- #246
Ken G
Gold Member
- 4,933
- 562
I don't think the "priorness" of the views matters here at all, that is like saying any theory is better if it seems newer. There's no such principle of science, we all just have to watch out for intellectual inertia. The real issue here is, when we need to explain some surprising result, do we attach invisible ontological constructs that we cannot detect just to achieve a sense of cognitive resonance (that's what Lorentz did, I don't see it as making any difference if he expected there to be an aether-- he just wanted a mechanistic model for length contraction. I'll be that is what he would have said was his goal, not the desire to adhere as closely as possible to old modes of thought, he might have found that suggestion insulting), or do we, like Einstein, assert that an ontology that cannot be detected simply does not exist. Had we expected many worlds because we for some philosophical reason expected reality to be unitary, but then when we, for the first time, started doing observations of single particle systems and discovered they kept collapsing every time, you would be the one saying that we were holding onto old ideas to stick to the ontology of many worlds. Einstein would also have agreed-- he would have said that if observations keep collapsing every time we do one, perhaps it should be regarded as a physical law that this is what they do, and scrap the ontology of the unitary universal wave function. That's my point-- I claim a unitary universal wave function acts much like an invisible aether, and it doesn't make any difference to me which one is closer to old modes of thought.Hurkyl said:Lorentz Ether Theory represents maintaining prior views -- e.g. shaping the interpretation to retain the notion of absolute time that was present in previous physical theories.
Perceptions are definite, all CI does is recognize that and take that undeniable truth at face value. You say we are fooling ourselves that when we perceive definiteness, it means reality is definite. But it's all about what you take at face value-- the mathematical structure that you like for aesthetic reasons, but which changs every time we get a new theory, or the observations, which don't.CI is the same -- shaping the interpretation so as to retain the prior notion of definiteness.
Yes indeed, and was absolute time an empirical, or a rationalist concept? It's very important that you answer this to see what I'm saying here.Special Relativity, on the other hand, represents taking the physical theory seriously enough to warrant reshaping our views on reality and reject* absolute time.
But are those aliens still doing measurements that get definite results? Why would they drop that? As I said, the theories change, the observations do not.Or he might say "why do you care if the universe is definite or not, aliens on alpha Centauri are using a more advanced theory right now that dropped definiteness a millennium ago.
If you flip a coin, and you see "heads", that's a nonunitary experience, because it is a clear break in the symmetry. If you see a superposition of heads and tails (along with everything else that is coupled to it), that's a unitary experience. Are you saying that my perceptions are not viewed as being on a single branch of the many worlds? How are they "many worlds" if my perceptions are unitary, that's just one world and I'm perceiving it.How can you tell? In what perceptible way does a unitary experience differ from a non-unitary one?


Nothing past the line containing "The width and" belongs in the output. Copy exactly every line of the data below from the first up to and including it.

[Data items]
==*==
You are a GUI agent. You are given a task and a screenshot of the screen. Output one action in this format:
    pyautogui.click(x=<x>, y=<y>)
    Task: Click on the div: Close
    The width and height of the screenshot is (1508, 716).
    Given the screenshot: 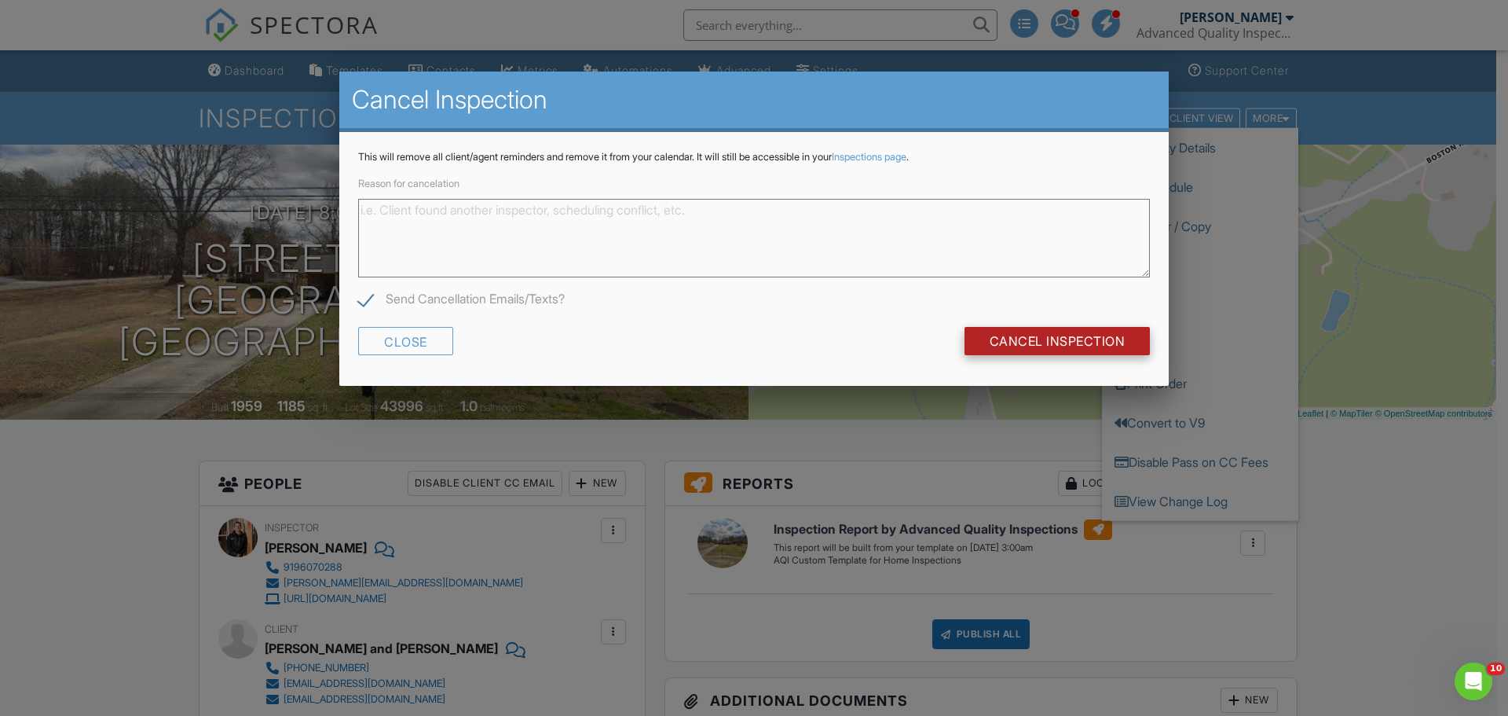 What is the action you would take?
    pyautogui.click(x=405, y=341)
==*==
• **PROBLEM SOLUTION**:
You are a GUI agent. You are given a task and a screenshot of the screen. Output one action in this format:
    pyautogui.click(x=<x>, y=<y>)
    Task: Click on the div: Close
    The width and height of the screenshot is (1508, 716).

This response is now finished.